Very taxing indeed

12/19/2008 04:05:00 pm / The truth was spoken by Rich /


The TV license is a tax on television owners, watching or listening to the BBC has become a tax on the stupid. There doesn't seem to be a single TV show or radio show on the BBC now that doesn't involve a phone-in. Almost all of those phone-ins are irrelevant too from the point of view of the listener and viewer.

The BBC have been fined again recently for offering up a prize phone-in on radio shows that were ostensibly live, but were actually pre-recorded, therefore anyone phoning in had no chance at all of getting through to the particular host of the show cause he'd gone home hours ago.

Are people genuinely still assuming these phone-in things are legit? Shooooowarly not. And this Strictly Come Dancing thing, what the fuck is all that abaaart. The whole show I mean, not just the voting. It's popularity is the most exceptional example of what Hitler was talking about when he said, "All propaganda has to be popular and has to accommodate itself to the comprehension of the least intelligent of those whom it seeks to reach."

The BBC are very accomplished at persuading people that their TV shows are awesome. Their hype is so convincing to prole England, people are having sleepless nights wondering whether an ex-footballer or failed pop singing contestant will cha-cha-cha successfully at the weekend.

When you break the show down, it's C-list celebrities competing in a ballroom dancing competition at which they're complete novices, yes? No matter how many sparkly costumes you clothe these people in and no matter how many twinkly bits you surround the sets with, that's all the show amounts to. Yet people are fucking mental about it.

Why was Come Dancing never that popular? The contestants on that show could actually dance no? If the appeal is not the dancing then what is it? Austin Healey? How many of the shows viewers know anything about Rugby or his Rugby career specifically? I don't doubt it takes talent to dance properly - I can't dance, I've seen people on fire move better than me, but something that requires talent isn't necessarily entertaining.

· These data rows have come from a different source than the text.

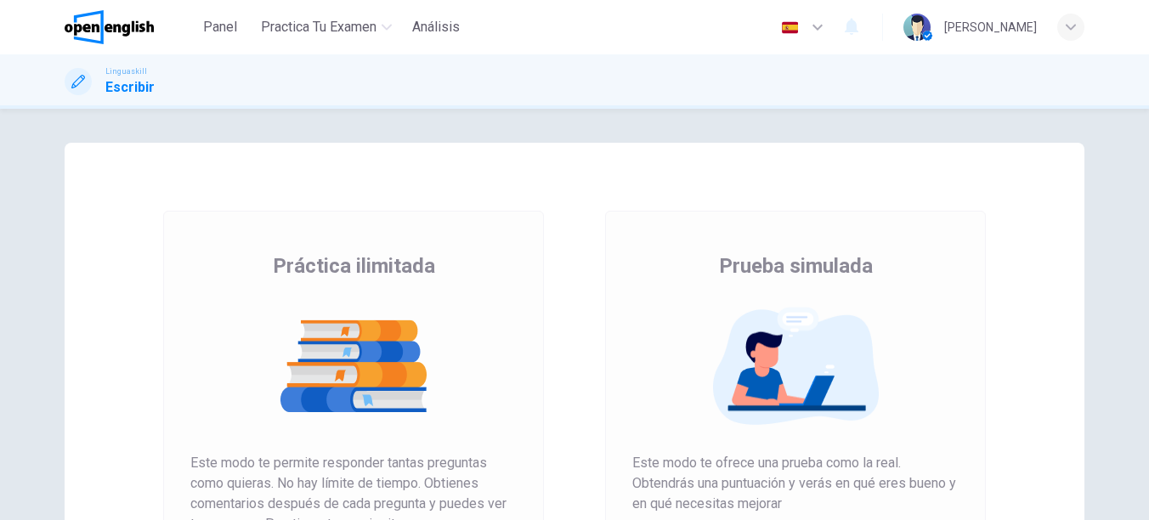  Describe the element at coordinates (126, 71) in the screenshot. I see `span: Linguaskill` at that location.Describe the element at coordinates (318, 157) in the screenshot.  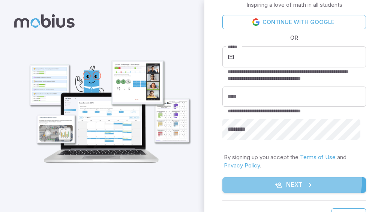
I see `a: Terms of Use` at that location. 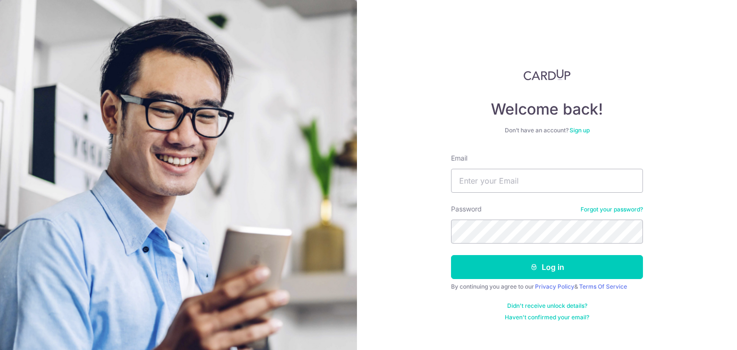 What do you see at coordinates (547, 306) in the screenshot?
I see `a: Didn't receive unlock details?` at bounding box center [547, 306].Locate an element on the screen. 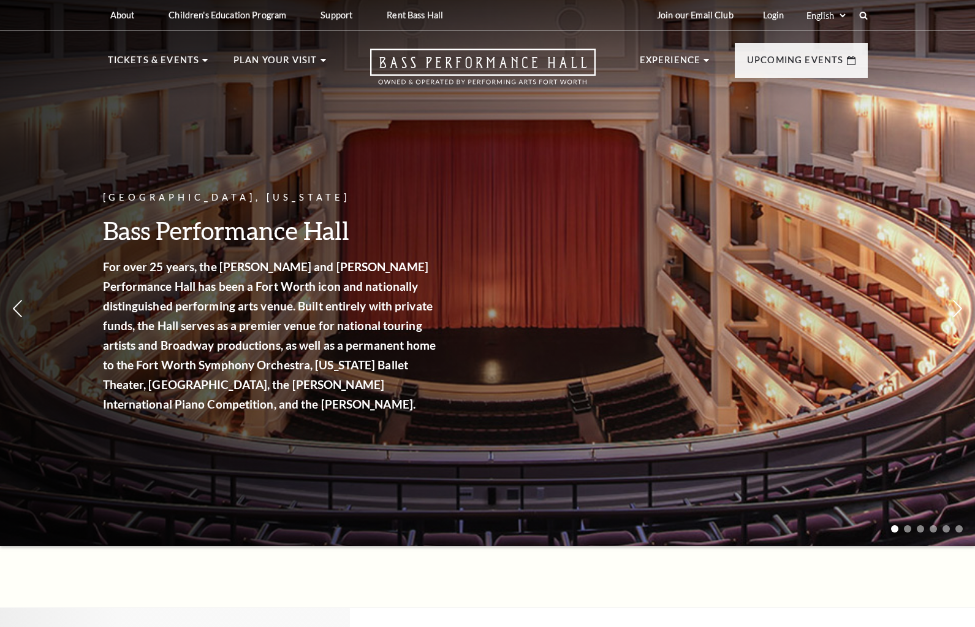 This screenshot has width=975, height=627. select: Select: is located at coordinates (826, 15).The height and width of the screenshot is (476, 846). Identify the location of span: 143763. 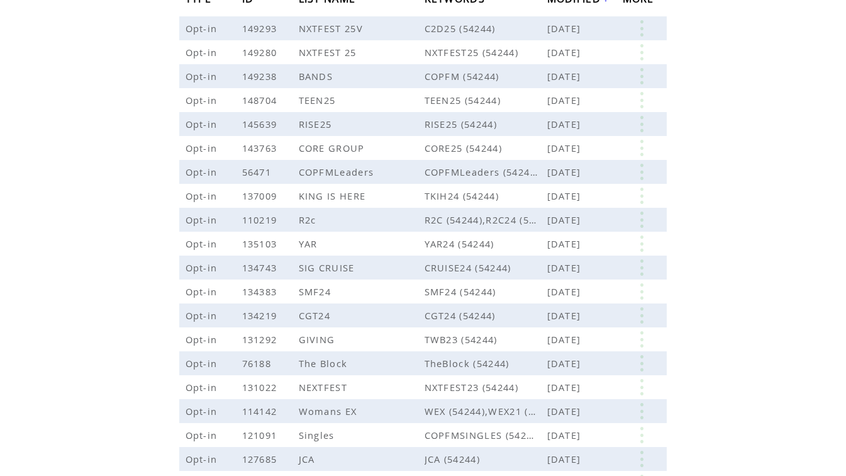
(261, 148).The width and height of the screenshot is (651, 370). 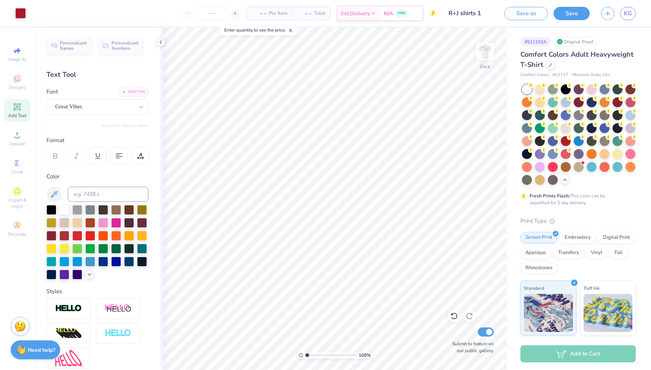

Bricklaying requires talent, but getting Ali McCoist and Adrian Chiles to build a wall against the clock isn't going to have people on the edges of their seats. Or at least, I hope it wouldn't any way. But if they played loud music, put twinkly bits on the bricks and had a panel of really abusive judges and gave the viewers the opportunity to vote off a contestant via a ruthless public phone-in, who knows?

Whatever the appeal, why the desperate need to vote? Why do people have such a burning desire to phone-in to things on TV? Just so they can shit on someone? There's a cabillion shows on TV now that offer you the opportunity to phone-in and give your irrelevant opinion about an irrelevant subject and they've managed to persuade millions of people this is a privilege you should pay for.

And the expense on each viewer is compounded by their need to then text all of their friends with their choice, which incurs an extra charge of £1 or £2 depending on your network charges. "I voted Austin off, E is such a cunt." And all of those texts and phone calls mean nothing. No one at the BBC is tallying your votes and your mates don't give a toss either.

Might it be that so many people have so few opinions now on anything important that TV phone-ins are the last bastion of expression for their self-importance? Ask someone in the street why a 2% cut in VAT is a pointless measure to lift the nation out of a recession and they may cry and run off, but ask them whether John Sergeant should have pulled out of Strictly Come Dancing and you'll get a rambling 15 minute speech about how unfair it all was.

If Gordon Brown wants to ease the recession and get the chav demographic of the country spending again - then really he just needs to ban phone-in's for 6 months, that's what I always say. If all that money saved was injected into the economy probably via Argos and Threshers, we'd have an economy as healthy as the Germans in no time. It's no coincidence the Germans have no phone-in shows. I've said my piece, I'll bid you good day.